From: Francois Gouget (fgouget@free.fr)
Date: Tue Jun 11 2002 - 09:31:32 EST


This looks like a bad idea. The reason is that the VFAT driver is the
wrong abstraction layer to support the '.lnk' files:

 * on Windows if you open("foo.lnk") you get the .lnk file, not the file
it 'links' to. On Linux you would get the file it points to instead
which is a different behavior.

 * Windows supports .lnk files on FAT, VFAT, NTFS, ISO9660, etc. So if
such support is added in the Linux kernel, it should be added to all of
the above filesystems. And then, there is no reason not to add it to
ext2, NFS, etc!

Other issues:

 * what happens if a Unix program tries to create a file called
'foo.lnk' that is not a .lnk file? I could create a text file called
'mylinks.lnk' to store bookmark stuff for instance.

 * there is no such thing as a dead .lnk file. If the specified path is
not found, Windows will use the file date, file size and whatnot to try
to find where the target went. Is it planned to add any such support
planned?

 * it has been mentionned that this makes it possible to extract source
tarballs that contain symlinks on a VFAT filesystem. While this sounds
cool I am not sure it is so useful.
   - for VFAT one could use the UMSDOS filesystem to do the same thing,
     and get many other features at the same time (at least while in
     Linux)
   - again, if it is useful on VFAT, then it would be useful for CD+RW
     filesystems (UDF?) (e.g. for archival), on NTFS (assuming write is
     well supported one day, etc.
   - if you switch back to Windows, no compiler is going to be able to
     use the '.lnk' files. That's because no compilers that I know of
     uses shell32.dll to read source files. So this would only work
     while on the Linux side and maybe in cygwin too.

This would also hurt Wine as:

 * it would prevent wine from reading the information in the '.lnk'
file... at least for 'supported' '.lnk' files

 * it's not entirely clear to me what is done with unsupported '.lnk'
files. Are they just dead symlinks (again !=windows) or can one read
their contents? In the first case Wine is dead in the water again, and
in the latter case we'll have to play games to know which kind we got.

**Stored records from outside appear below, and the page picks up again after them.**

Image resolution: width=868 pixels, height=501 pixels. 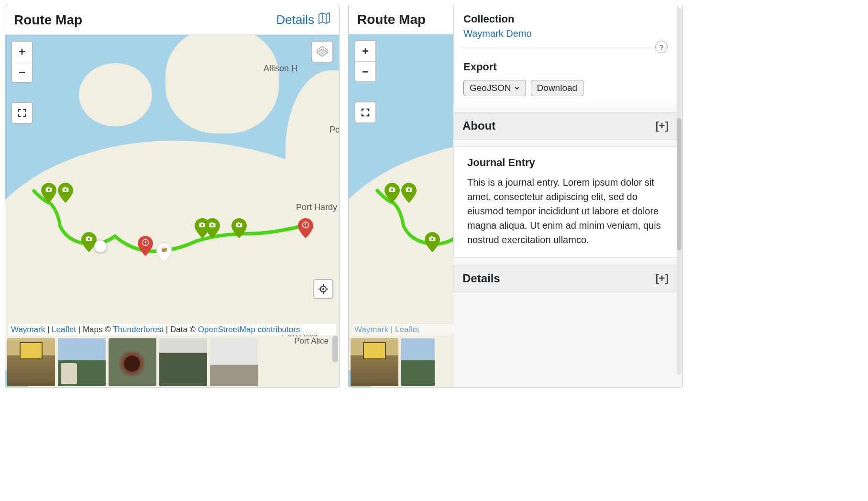 What do you see at coordinates (679, 191) in the screenshot?
I see `overlay-scrollbar` at bounding box center [679, 191].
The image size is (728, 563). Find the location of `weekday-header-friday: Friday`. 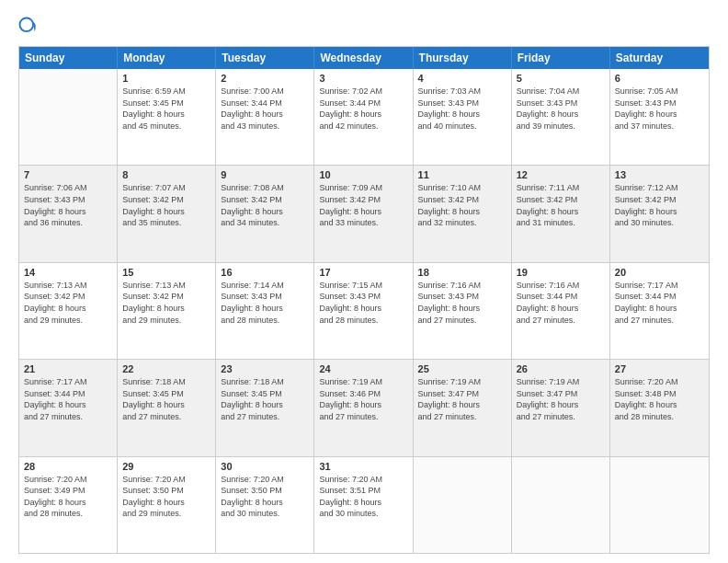

weekday-header-friday: Friday is located at coordinates (561, 58).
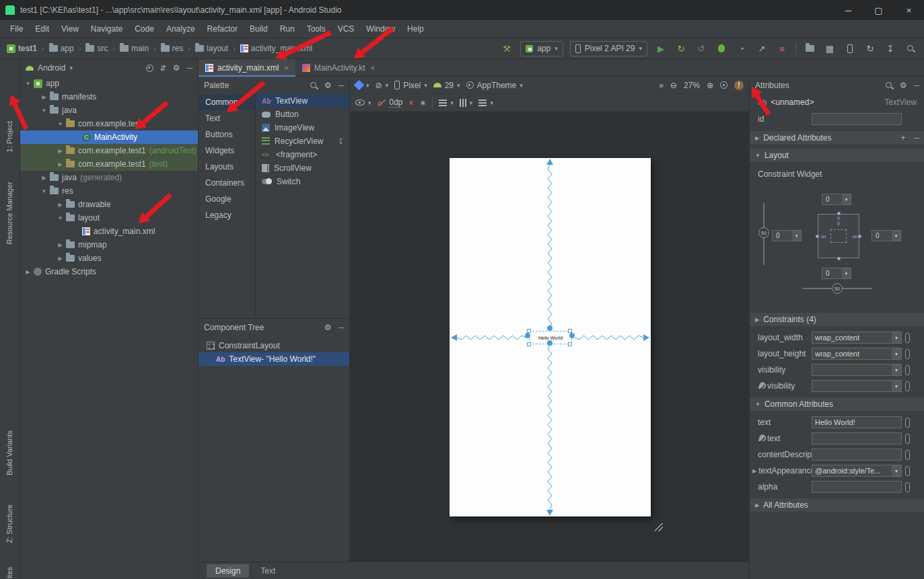  Describe the element at coordinates (303, 168) in the screenshot. I see `palette-item-scrollview: ScrollView` at that location.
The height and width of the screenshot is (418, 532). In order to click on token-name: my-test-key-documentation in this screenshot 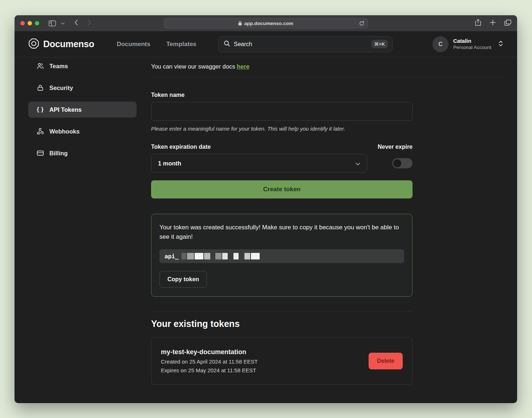, I will do `click(209, 352)`.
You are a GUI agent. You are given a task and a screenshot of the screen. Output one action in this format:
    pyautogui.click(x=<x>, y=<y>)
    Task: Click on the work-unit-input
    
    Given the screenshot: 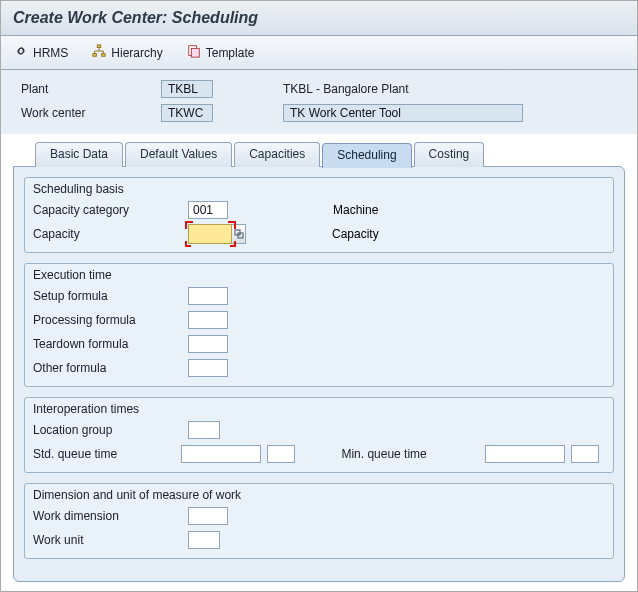 What is the action you would take?
    pyautogui.click(x=204, y=540)
    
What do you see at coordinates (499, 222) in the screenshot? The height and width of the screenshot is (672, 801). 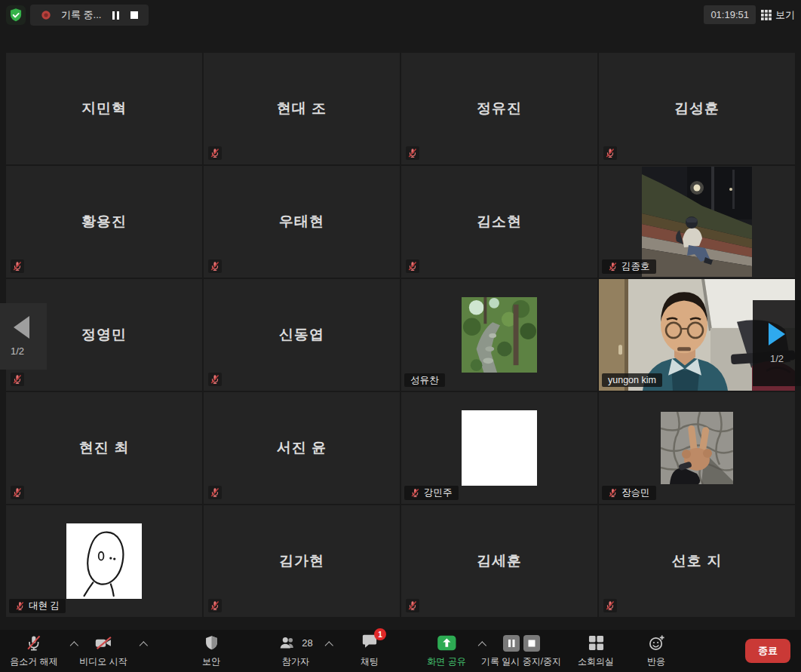 I see `participant-name: 김소현` at bounding box center [499, 222].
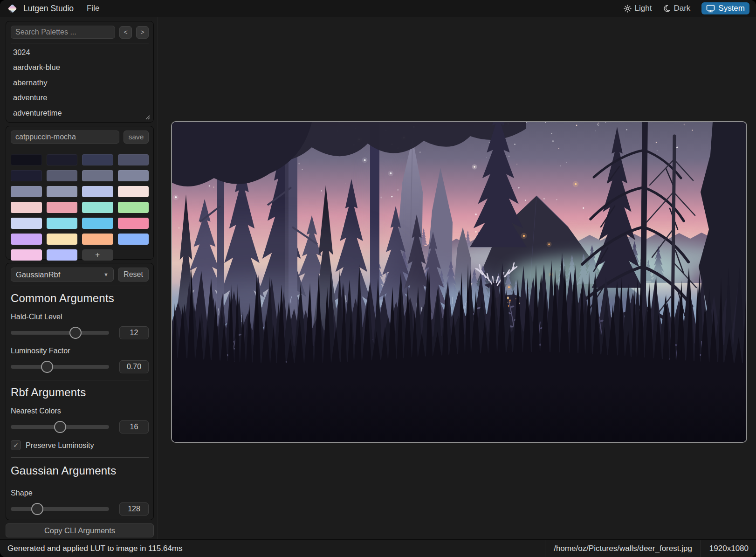 The width and height of the screenshot is (756, 557). What do you see at coordinates (147, 117) in the screenshot?
I see `resize-handle` at bounding box center [147, 117].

 * it was suggested to implement a hack to let Wine access the '.lnk'
data. Why implement a hack which is going to be Linux specific when
doing nothing works just fine and on any Unix system? Plus this is going
to require Linux specific code in Wine if it is to be supported.

 * making it an option does not help Wine at all, especially if it is a
default one. Then we have to keep telling users that they have to modify
their fstab if they want Wine to work.

The right level to implement symlink support is:

 * in Wine. Of course! There we know what the drive mappings are, we
have access to the registry and can even use the native shell library.

 * in an LD_PRELOAD library. Then they would work for all filesystems,
be selectable on a per-user or even per-process basis. Of course it
would most likely not work with Wine (ld_preload libraries seldom do)
but we can at least easily disable such libraries using a wrapper
script.

 * as an option in the KDE/Gnome file browsers and related file access
methods. That's the layer which seems closest to the Windows shell
'layer'.

This looks like it could be the next 'unhide' thing. See:

 * isofs unhide option: troubles with Wine
   http://www.uwsg.indiana.edu/hypermail/linux/kernel/0205.3/0267.html
   http://www.uwsg.indiana.edu/hypermail/linux/kernel/0206.0/0411.html
   http://www.uwsg.indiana.edu/hypermail/linux/kernel/0206.1/0246.html

--
Francois Gouget         fgouget@free.fr        http://fgouget.free.fr/
                Linux: It is now safe to turn on your computer.